The first passage above is obviously from Donald Trump himself, and the second passage comes from an Atlantic article which discusses Trump’s detestable “zero tolerance” immigration policy that is allowing for children to be ripped away form their parents for attempting to cross the U.S. border. Thus far Trump has called immigrants “animals,” “thugs,” and now essentially thinks of them as vermin. What a sick and monstrous way to speak about fellow human beings…

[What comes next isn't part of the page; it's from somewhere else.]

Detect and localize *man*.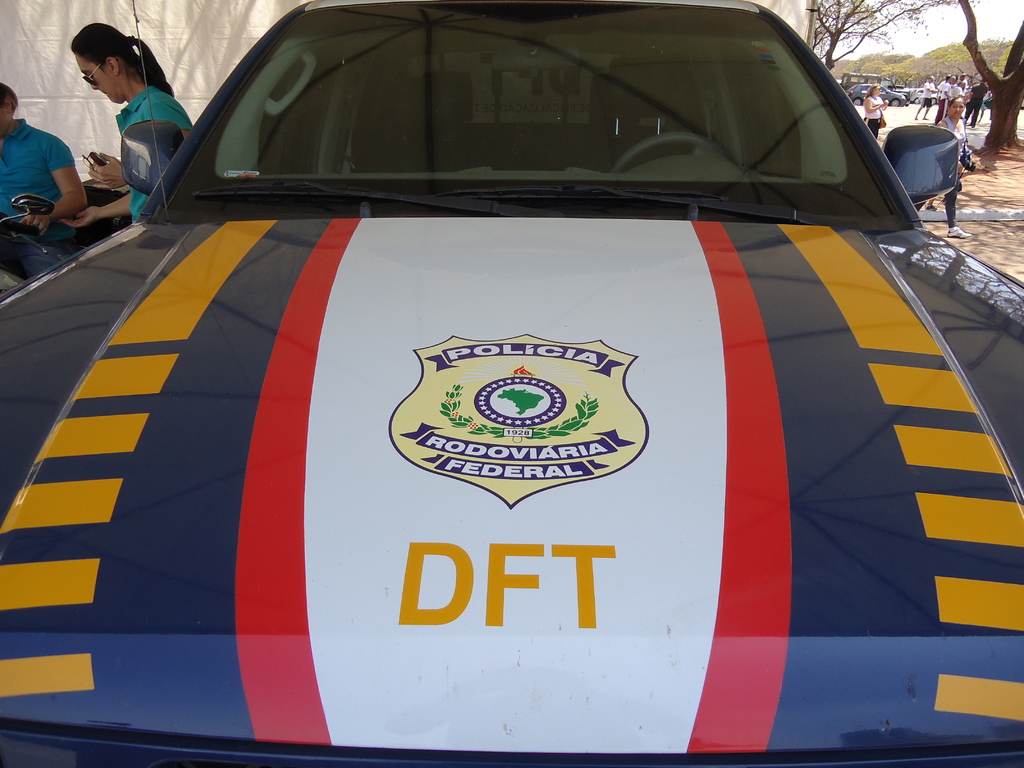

Thinking about this honestly, I really have never understood the animus in the U.S. toward immigrants, legal OR illegal (and rest assured, I’ve experienced quite a bit of this xenophobia and vehement hatred of immigrants from white people I’ve known throughout my life: “they’re lazy,” “they take our jobs,” “they’re criminals,” etc. are common refrains I’ve heard). I just don’t get it; for one thing, borders are so capricious and abstract for crying out loud! Accordingly, when we zoom out, borders are certainly not visible from space! Why all the anxiety and worry over where one nation stops and another begins? Why the hell not just let people come and go as they please? Oh right, I forgot, it’s because of all of the “criminals” and “thugs” who want to take our stuff; we need to protect our wealth and precious private property, that’s mostly why.

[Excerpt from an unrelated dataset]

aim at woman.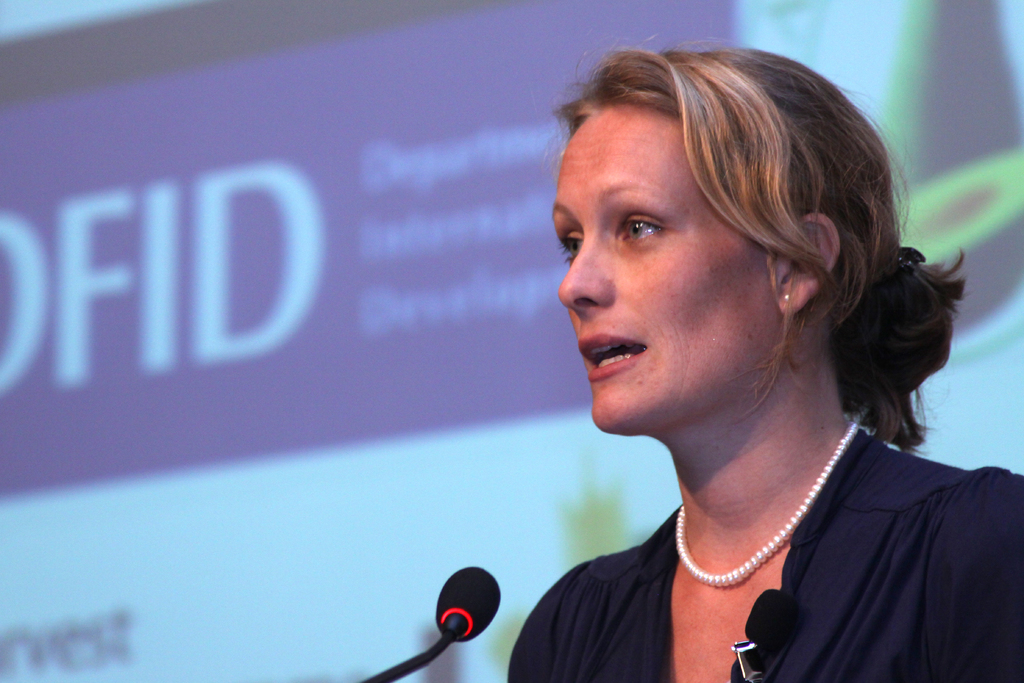
Aimed at region(403, 53, 1023, 682).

Ethnocentrism, supremacy (white supremacy in the U.S. context), greed, and xenophobia are perhaps no more prevalent than in immigration debates. It seems that the fear of “losing what we have” is so strong for some conservative minded people that Jesus’s warning against storing treasures on Earth, where moths and vermin destroy and where thieves break in and steal, is completely lost on them. It seems logical to me that if we truly did store our treasures in Heaven (living a humble and righteous life focused on equity and justice and adopting a more cosmically inclusive worldview vs. an exclusory ethnocentric one, for instance) and refused to fret about protecting our material riches (i.e. private capital accumulation and private property), I venture to say that there would be much less of a need for borders. Where your treasure is, there your heart will be also.